Up Front and Personal

A Coincidence in Life or God’s Plan?

By Frank DeRosa 

“There is no coincidence in life.” 

Bishop Frank Caggiano of Bridgeport, Connecticut, made that observation awhile back in his “Let Me Be Frank” Radio Veritas podcast with his guest, Deacon Greg Kandra, creator of the popular blog, The Deacon’s Bench. 

The blogger was recalling a chance encounter he once had with a permanent deacon who worked for the BBC and how their conversation may have been the spark that helped influence his decision sometime later to pursue a vocation to the permanent diaconate. 

It was no coincidence, Bishop Caggiano said. It was part of God’s plan for Greg’s life. (If I refer to Greg familiarly, it’s because I’ve known him and have appreciated his talent since his days as a superb writer for CBS News and in his ministry as a deacon at Our Lady Queen of Martyrs Parish in Forest Hills.) 

Bishop Caggiano’s comment to Greg about coincidence jogged my memory of an event many years ago involving a man with an impressive life story who had a life-threatening experience. John Mannix was a lot of things: a family man who, with his wife Wardie, raised eight kids; born of Brooklyn parents who summered in Neponsit; Jesuit educated, first at Brooklyn Prep, where he was an All-Met halfback and a Penn Relays medalist, then at Holy Cross College; a successful businessman in the automobile industry; a public servant for two decades, initially as an elected Connecticut state representative, then as a governor-appointed state Board of Education member who became its president, where he championed education for inner-city youth; a trustee of Our Lady of Fatima parish in Wilton, Conn; a responsible community leader; and a pilot — an experienced one. 

On an August day in 1992, flying his twin-engine Beechcraft on a short flight from Nantucket to Hyannis on Cape Cod, he felt the left engine fail and, moments later, saw the right engine do the same. 

As he prepared to ditch the plane into Nantucket Sound, he remembered an emergency procedure: he stuck a shoe in the door so he could swim out when he hit the water. Otherwise, the pressure would trap him in the cockpit. 

When the Beechcraft met the Sound, it landed about a hundred yards from a lobster boat out of Martha’s Vineyard. The boat angled toward Mannix bobbing in the water, pulled up beside him, and crew members yanked him on board. The plane sank in about 40 seconds. Mannix survived, but not unscathed. He suffered a broken vertebrae in his lower back. The incident was detailed in the Hartford Courant. 

But another detail struck me when I read the whole story. The plane crashed two days before Aug. 15, the solemn Marian Feast of the Assumption of the Blessed Virgin Mary. The lobster boat that rescued Mannix? It bore a prophetic name: Lady Marion. 

Curious how a boat identified with a name derived from Mary suddenly appeared when needed on a day close to a commemoration of Our Blessed Lady? A coincidence? Maybe. 

A secular naysayer would see no connection. But I like to think that when Mannix’s life was in peril, Our Blessed Lady, knowing that he fingered the beads more than a few times in his lifetime, interceded with her Son on his behalf. That’s my opinion, and I’m sticking to it. 

A column in The Tablet last April by papal biographer George Weigel about Pope John Paul II reasoned along a similar line. Here’s what he wrote: 

“On May 13, 1982, Pope John Paul II flew to Portugal on a pilgrimage of thanksgiving for his life, having been spared the year before. 

“At the airport welcoming ceremony , the Pope, reflecting that he’d been shot on the Feast of Our Lady of Fatima, mused that ‘in the designs of Providence, there are no mere coincidences.’ What we think of as coincidence is rather a facet of the divine plan for our lives that we’ve not fit into the proper frame.” 

A chance encounter, a crash survival, a defying of a would-be assassin’s bullet — any connection? 

Hard to think not. 

As Bishop Caggiano said: “There is no coincidence in life.” 


Frank DeRosa is the retired associate publisher of The Tablet.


**What you have to do**
Pick each line containing "right" out of the records.

**Data records**
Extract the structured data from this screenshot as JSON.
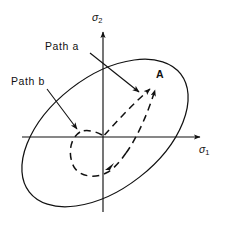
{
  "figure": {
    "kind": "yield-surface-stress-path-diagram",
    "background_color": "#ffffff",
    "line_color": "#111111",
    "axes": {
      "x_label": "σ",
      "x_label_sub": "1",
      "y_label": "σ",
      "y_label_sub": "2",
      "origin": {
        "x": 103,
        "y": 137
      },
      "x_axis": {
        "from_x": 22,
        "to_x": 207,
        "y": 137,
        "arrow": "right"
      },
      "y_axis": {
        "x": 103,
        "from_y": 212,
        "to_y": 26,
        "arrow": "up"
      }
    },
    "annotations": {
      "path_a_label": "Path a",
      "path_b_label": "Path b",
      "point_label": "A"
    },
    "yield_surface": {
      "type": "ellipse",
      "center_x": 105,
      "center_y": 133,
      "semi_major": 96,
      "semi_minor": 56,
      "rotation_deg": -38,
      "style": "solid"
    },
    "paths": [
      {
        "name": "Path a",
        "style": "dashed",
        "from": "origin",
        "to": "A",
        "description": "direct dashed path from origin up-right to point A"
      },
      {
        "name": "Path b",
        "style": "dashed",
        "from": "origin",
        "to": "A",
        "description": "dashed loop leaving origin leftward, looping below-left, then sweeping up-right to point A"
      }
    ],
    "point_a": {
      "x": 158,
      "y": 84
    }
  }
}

---

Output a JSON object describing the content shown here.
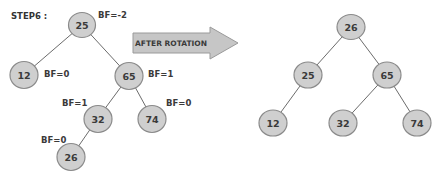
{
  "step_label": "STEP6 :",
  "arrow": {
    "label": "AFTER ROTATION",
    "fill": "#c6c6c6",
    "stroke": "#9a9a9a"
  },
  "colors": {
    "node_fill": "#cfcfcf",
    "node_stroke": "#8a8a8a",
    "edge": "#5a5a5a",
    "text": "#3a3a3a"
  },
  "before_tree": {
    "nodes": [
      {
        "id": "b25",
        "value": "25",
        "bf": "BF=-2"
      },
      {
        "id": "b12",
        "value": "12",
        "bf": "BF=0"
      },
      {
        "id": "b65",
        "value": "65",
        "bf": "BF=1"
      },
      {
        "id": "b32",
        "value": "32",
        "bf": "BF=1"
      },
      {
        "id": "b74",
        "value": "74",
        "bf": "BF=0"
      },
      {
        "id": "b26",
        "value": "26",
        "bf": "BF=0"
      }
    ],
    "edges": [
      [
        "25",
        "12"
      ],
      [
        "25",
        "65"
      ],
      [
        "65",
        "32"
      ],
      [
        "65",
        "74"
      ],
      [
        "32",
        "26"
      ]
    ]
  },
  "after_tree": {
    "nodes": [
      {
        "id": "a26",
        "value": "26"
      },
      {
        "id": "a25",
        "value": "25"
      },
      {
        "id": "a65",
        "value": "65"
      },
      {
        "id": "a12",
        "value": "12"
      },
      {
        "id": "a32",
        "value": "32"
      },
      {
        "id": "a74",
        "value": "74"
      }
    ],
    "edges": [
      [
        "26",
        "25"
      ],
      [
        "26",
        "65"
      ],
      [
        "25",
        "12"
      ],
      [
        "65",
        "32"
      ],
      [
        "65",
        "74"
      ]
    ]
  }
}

...

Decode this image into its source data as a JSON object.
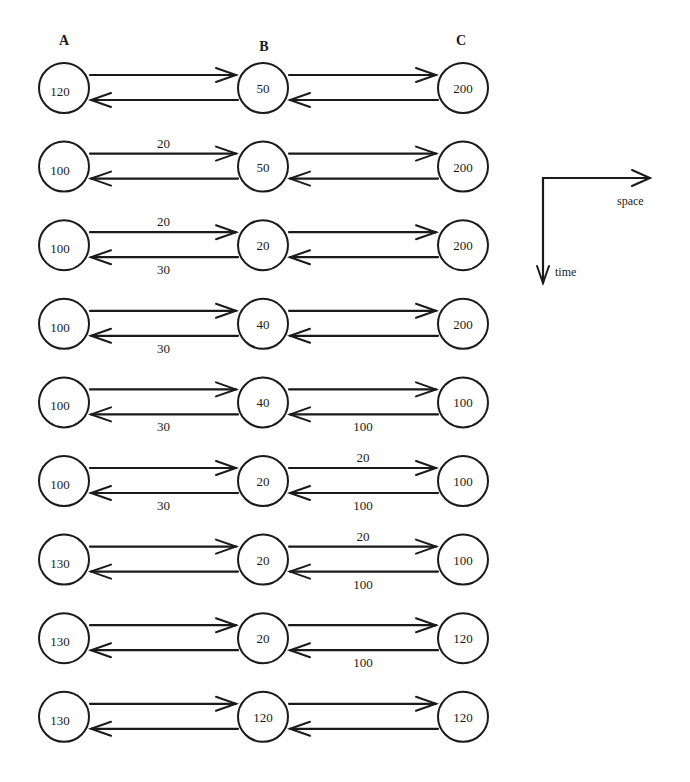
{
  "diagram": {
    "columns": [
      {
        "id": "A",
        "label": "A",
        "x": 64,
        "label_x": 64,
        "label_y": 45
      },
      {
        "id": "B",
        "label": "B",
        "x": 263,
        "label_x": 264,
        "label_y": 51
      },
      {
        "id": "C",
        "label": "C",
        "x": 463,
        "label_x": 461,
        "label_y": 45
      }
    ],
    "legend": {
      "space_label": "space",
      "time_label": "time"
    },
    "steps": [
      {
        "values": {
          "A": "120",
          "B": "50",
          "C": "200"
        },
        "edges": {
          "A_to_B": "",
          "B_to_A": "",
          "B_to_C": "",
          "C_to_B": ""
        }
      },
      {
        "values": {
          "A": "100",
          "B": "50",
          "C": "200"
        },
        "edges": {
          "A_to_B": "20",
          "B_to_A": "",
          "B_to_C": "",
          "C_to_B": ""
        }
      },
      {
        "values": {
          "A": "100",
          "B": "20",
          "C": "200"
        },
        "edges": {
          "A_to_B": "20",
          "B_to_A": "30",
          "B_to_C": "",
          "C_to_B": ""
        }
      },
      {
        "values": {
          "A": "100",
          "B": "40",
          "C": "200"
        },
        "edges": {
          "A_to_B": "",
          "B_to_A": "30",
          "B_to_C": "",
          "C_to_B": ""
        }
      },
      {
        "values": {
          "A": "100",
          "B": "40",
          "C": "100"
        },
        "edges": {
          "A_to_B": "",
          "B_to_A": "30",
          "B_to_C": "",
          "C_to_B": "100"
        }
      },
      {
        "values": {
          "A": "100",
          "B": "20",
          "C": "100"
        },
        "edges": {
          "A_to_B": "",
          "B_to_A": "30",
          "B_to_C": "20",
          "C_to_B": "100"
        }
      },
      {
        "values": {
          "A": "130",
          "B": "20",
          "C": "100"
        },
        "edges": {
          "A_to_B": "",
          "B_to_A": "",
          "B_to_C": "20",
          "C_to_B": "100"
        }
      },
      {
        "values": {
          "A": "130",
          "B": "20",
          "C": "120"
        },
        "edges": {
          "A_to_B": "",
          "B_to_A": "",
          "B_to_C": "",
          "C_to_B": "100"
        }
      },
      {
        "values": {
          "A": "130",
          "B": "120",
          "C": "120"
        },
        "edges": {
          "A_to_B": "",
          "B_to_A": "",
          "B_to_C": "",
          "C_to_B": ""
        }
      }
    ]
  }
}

**Solution below**
        "arrow": "right"
        "description": "direct dashed path from origin up-right to point A"
        "description": "dashed loop leaving origin leftward, looping below-left, then sweeping up-right to point A"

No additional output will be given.